Studio Matrx Monthly · Volume 1 · Issue 2 · July 2026
Amogh N P
 In loving memory of Amogh N P — Architect · Designer · Visionary 

Interactive Planner · 2026

Treated Water Reuse Planner

Allocate a building's treated water across the applications that pay it back — flushing, landscape, cooling and washing — and see what is left for groundwater recharge, all in KLD (kilolitres per day).

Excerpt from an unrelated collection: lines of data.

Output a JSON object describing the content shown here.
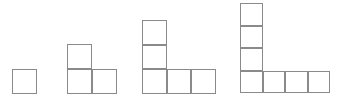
{
  "canvas": {
    "width": 348,
    "height": 100,
    "background_color": "#ffffff",
    "stroke_color": "#8a8a8a",
    "stroke_width": 1,
    "fill_color": "#ffffff",
    "baseline_y": 94,
    "description": "Four bottom-aligned L-shaped figures made of unit squares, growing left to right"
  },
  "chart_data": {
    "type": "diagram",
    "title": "",
    "xlabel": "",
    "ylabel": "",
    "pattern_description": "Sequence of L-shaped polyomino figures; figure n has n squares in a vertical column and n squares in a horizontal bottom row, sharing the corner square, for a total of 2n-1 squares",
    "categories": [
      "Figure 1",
      "Figure 2",
      "Figure 3",
      "Figure 4"
    ],
    "values": [
      1,
      3,
      5,
      7
    ],
    "series": [
      {
        "name": "column_height",
        "values": [
          1,
          2,
          3,
          4
        ]
      },
      {
        "name": "row_width",
        "values": [
          1,
          2,
          3,
          4
        ]
      },
      {
        "name": "total_squares",
        "values": [
          1,
          3,
          5,
          7
        ]
      }
    ]
  },
  "figures": [
    {
      "name": "figure-1",
      "label": "1",
      "origin_x": 12,
      "origin_y": 69,
      "cell_size": 25,
      "column_height": 1,
      "row_width": 1,
      "total_squares": 1,
      "cells": [
        {
          "col": 0,
          "row": 0
        }
      ]
    },
    {
      "name": "figure-2",
      "label": "2",
      "origin_x": 67,
      "origin_y": 44,
      "cell_size": 25,
      "column_height": 2,
      "row_width": 2,
      "total_squares": 3,
      "cells": [
        {
          "col": 0,
          "row": 0
        },
        {
          "col": 0,
          "row": 1
        },
        {
          "col": 1,
          "row": 1
        }
      ]
    },
    {
      "name": "figure-3",
      "label": "3",
      "origin_x": 142,
      "origin_y": 20,
      "cell_size": 24.7,
      "column_height": 3,
      "row_width": 3,
      "total_squares": 5,
      "cells": [
        {
          "col": 0,
          "row": 0
        },
        {
          "col": 0,
          "row": 1
        },
        {
          "col": 0,
          "row": 2
        },
        {
          "col": 1,
          "row": 2
        },
        {
          "col": 2,
          "row": 2
        }
      ]
    },
    {
      "name": "figure-4",
      "label": "4",
      "origin_x": 240,
      "origin_y": 3,
      "cell_size": 22.6,
      "column_height": 4,
      "row_width": 4,
      "total_squares": 7,
      "cells": [
        {
          "col": 0,
          "row": 0
        },
        {
          "col": 0,
          "row": 1
        },
        {
          "col": 0,
          "row": 2
        },
        {
          "col": 0,
          "row": 3
        },
        {
          "col": 1,
          "row": 3
        },
        {
          "col": 2,
          "row": 3
        },
        {
          "col": 3,
          "row": 3
        }
      ]
    }
  ]
}
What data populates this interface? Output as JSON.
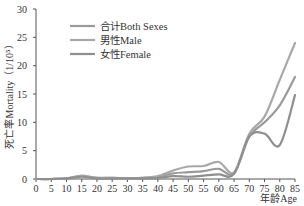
{
  "chart_data": {
    "type": "line",
    "title": "",
    "xlabel": "年龄Age",
    "ylabel": "死亡率Mortality（1/10⁵）",
    "xlim": [
      0,
      85
    ],
    "ylim": [
      0,
      30
    ],
    "x_ticks": [
      0,
      5,
      10,
      15,
      20,
      25,
      30,
      35,
      40,
      45,
      50,
      55,
      60,
      65,
      70,
      75,
      80,
      85
    ],
    "y_ticks": [
      0,
      5,
      10,
      15,
      20,
      25,
      30
    ],
    "grid": false,
    "legend_position": "top-left",
    "x": [
      0,
      5,
      10,
      15,
      20,
      25,
      30,
      35,
      40,
      45,
      50,
      55,
      60,
      65,
      70,
      75,
      80,
      85
    ],
    "series": [
      {
        "name": "合计Both Sexes",
        "color": "#9a9a9a",
        "values": [
          0,
          0,
          0.1,
          0.5,
          0.2,
          0.2,
          0.1,
          0.2,
          0.4,
          1.0,
          1.2,
          1.4,
          1.8,
          1.0,
          7.5,
          10.0,
          13.0,
          18.0
        ]
      },
      {
        "name": "男性Male",
        "color": "#a8a8a8",
        "values": [
          0,
          0,
          0.1,
          0.6,
          0.2,
          0.2,
          0.1,
          0.2,
          0.5,
          1.5,
          2.2,
          2.3,
          3.0,
          1.2,
          8.0,
          11.0,
          17.5,
          24.0
        ]
      },
      {
        "name": "女性Female",
        "color": "#8f8f8f",
        "values": [
          0,
          0,
          0.1,
          0.4,
          0.1,
          0.1,
          0.1,
          0.1,
          0.2,
          0.5,
          0.4,
          0.6,
          0.8,
          0.9,
          7.5,
          8.0,
          6.0,
          14.8
        ]
      }
    ]
  }
}
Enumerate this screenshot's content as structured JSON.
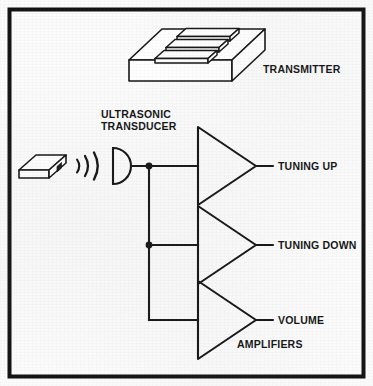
{
  "figure": {
    "kind": "block-diagram",
    "border_color": "#121212",
    "line_color": "#141414",
    "background_color": "#fbfbfb"
  },
  "labels": {
    "transmitter": "TRANSMITTER",
    "transducer_line1": "ULTRASONIC",
    "transducer_line2": "TRANSDUCER",
    "tuning_up": "TUNING UP",
    "tuning_down": "TUNING DOWN",
    "volume": "VOLUME",
    "amplifiers": "AMPLIFIERS"
  },
  "components": {
    "transmitter_unit": "transmitter-isometric-box",
    "remote_unit": "handheld-remote-isometric-box",
    "sound_waves": "ultrasonic-wave-arcs",
    "transducer": "ultrasonic-transducer-symbol",
    "amplifier_1": "amplifier-triangle-tuning-up",
    "amplifier_2": "amplifier-triangle-tuning-down",
    "amplifier_3": "amplifier-triangle-volume",
    "bus": "signal-bus-vertical",
    "junctions": 2
  }
}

Treated water to plan0 KLD to reuseBiggest reuse: Flushing at 0.0 KLD

Where your 150 KLD of treated water goes each day

1

Your reuse allocation

The daily volume of treated water your STP can supply for non-potable use.

35%
25%
20%
10%
Allocated to reuse90% · 10% to recharge
Flushing
0.0 KLD
Landscape
0.0 KLD
Recharge / discharge
0.0 KLD

Your treated water reuse plan

150 KLD split across five destinations — reuse first, recharge the surplus.

Sending treated water to flushing, landscape and cooling first displaces the freshwater you would otherwise buy — usually the fastest-paying use of every kilolitre your STP recovers.

Whatever is left after reuse — 15 KLD here — is best sent to groundwater recharge or compliant discharge rather than wasted.

How this is calculated

  • Each reuse (KLD) = available × its share ÷ 100. Flushing = 150 × 35% = 52.5 KLD.
  • Allocated to reuse = sum of the four shares = 90%.
  • Groundwater recharge = available × max(0, 100 − allocated) ÷ 100 = 150 × 10% = 15 KLD.

Concept-stage planning only. Actual reuse depends on treated-water quality, storage, dual-plumbing and local reuse norms — confirm demand profiles with a qualified consultant before committing pipework.